Real Estate
Real Estate SEO: How Agents Actually Rank in Their Own Market
By the Coast Creative team6 min read
Search 'homes for sale in [your city]' and the entire first page is portals — Zillow, Realtor.com, Redfin. Many agents conclude SEO is pointless. That conclusion misreads the game: you don't have to outrank Zillow for the searches Zillow wins. You have to win the searches where a person, not a portal, is the right answer.

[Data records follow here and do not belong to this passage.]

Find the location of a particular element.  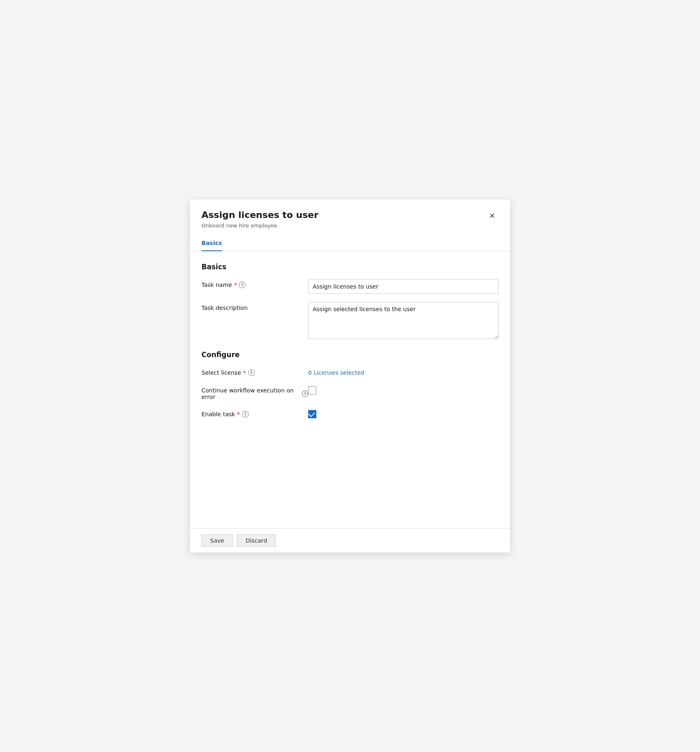

enable-task-row: Enable task * i is located at coordinates (350, 413).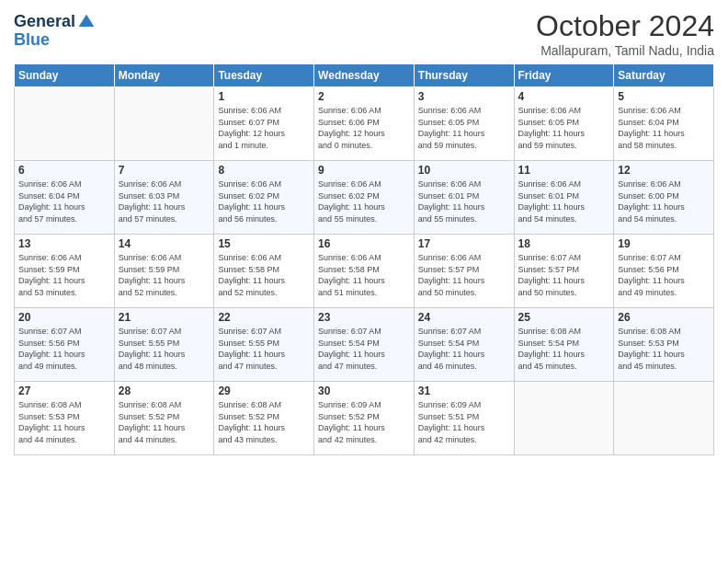 The height and width of the screenshot is (563, 728). I want to click on calendar-cell: 2Sunrise: 6:06 AM Sunset: 6:06 PM Daylig…, so click(364, 124).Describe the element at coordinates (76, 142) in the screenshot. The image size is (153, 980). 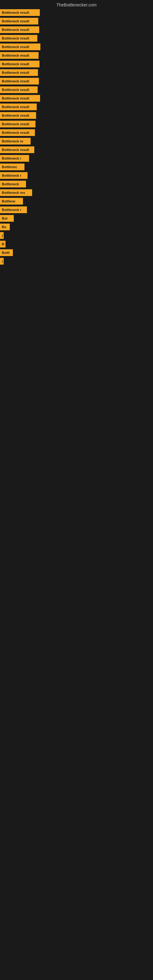
I see `bar-item: Bottleneck re` at that location. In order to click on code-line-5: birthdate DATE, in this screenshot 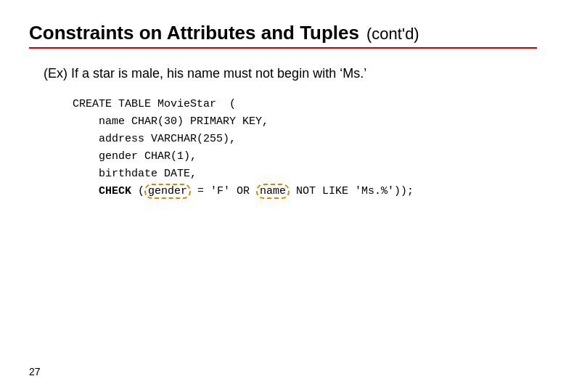, I will do `click(305, 174)`.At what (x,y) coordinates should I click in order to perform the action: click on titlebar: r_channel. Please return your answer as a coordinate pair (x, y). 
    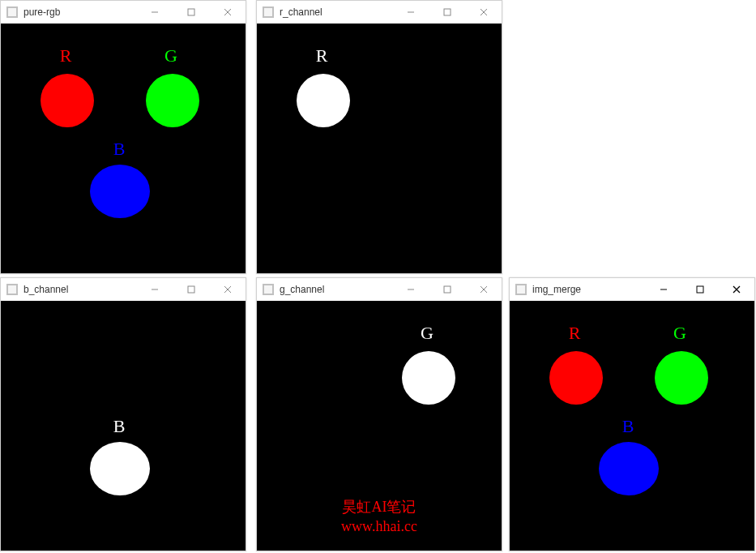
    Looking at the image, I should click on (379, 13).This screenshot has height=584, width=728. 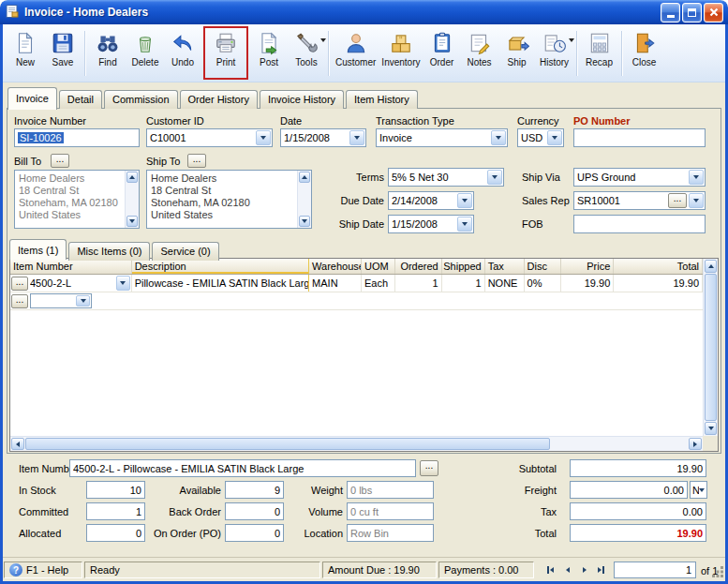 I want to click on toolbar-notes-button: Notes, so click(x=480, y=53).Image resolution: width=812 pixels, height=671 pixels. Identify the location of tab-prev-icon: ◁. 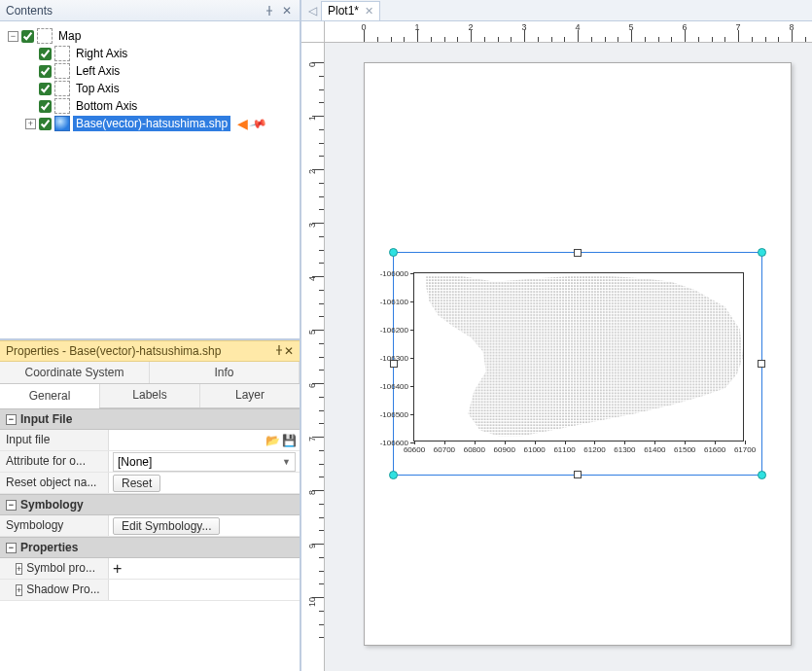
(312, 11).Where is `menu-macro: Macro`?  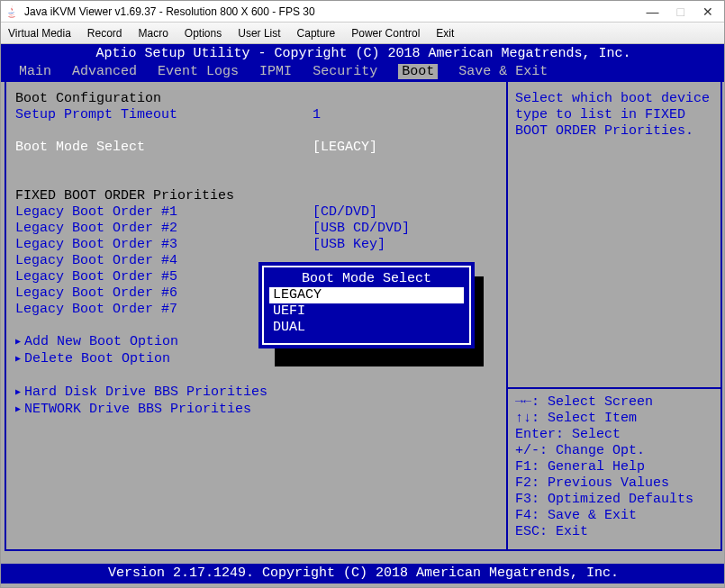
menu-macro: Macro is located at coordinates (153, 33).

The searches agents can actually win
'Best realtor in [town]' and '[town] listing agent' — the money searches, where searchers want a person. '[Neighborhood] real estate agent' — portals are weak at neighborhood granularity. 'Selling a house in [county] checklist,' 'relocating to [city] guide' — question searches where genuine expertise ranks. And your own name, which every referral types, and which you should dominate completely with your site, profile, and reviews.
The neighborhood playbook
The highest-leverage asset an agent can build is a real neighborhood guide: what living there is like, schools, commute reality, what homes actually go for, your take as someone who sells there. One honest, detailed guide per farm area. These rank because portals can't write them — they have data, not knowledge — and they convert because a reader finishes thinking 'this person knows this street.' They're also exactly what AI assistants quote when someone asks about moving to your area.
The technical floor
You don't need tricks; you need the floor: a fast site, RealEstateAgent schema markup with your service areas, listing pages on your own domain (an IDX decision — choose a vendor that supports it), a complete Google Business Profile, and reviews that keep arriving. Most agent sites are missing three of those five, which is why the agents who have all five look unbeatable locally.
Patience, with compounding
Real estate SEO is a farm, not a flash sale. A neighborhood guide written this spring wins its first calls by fall and keeps producing for years — the opposite economics of buying leads, where the meter resets every month. Start with your name, your profile, and one great guide for the area you most want to own. Then add the next one.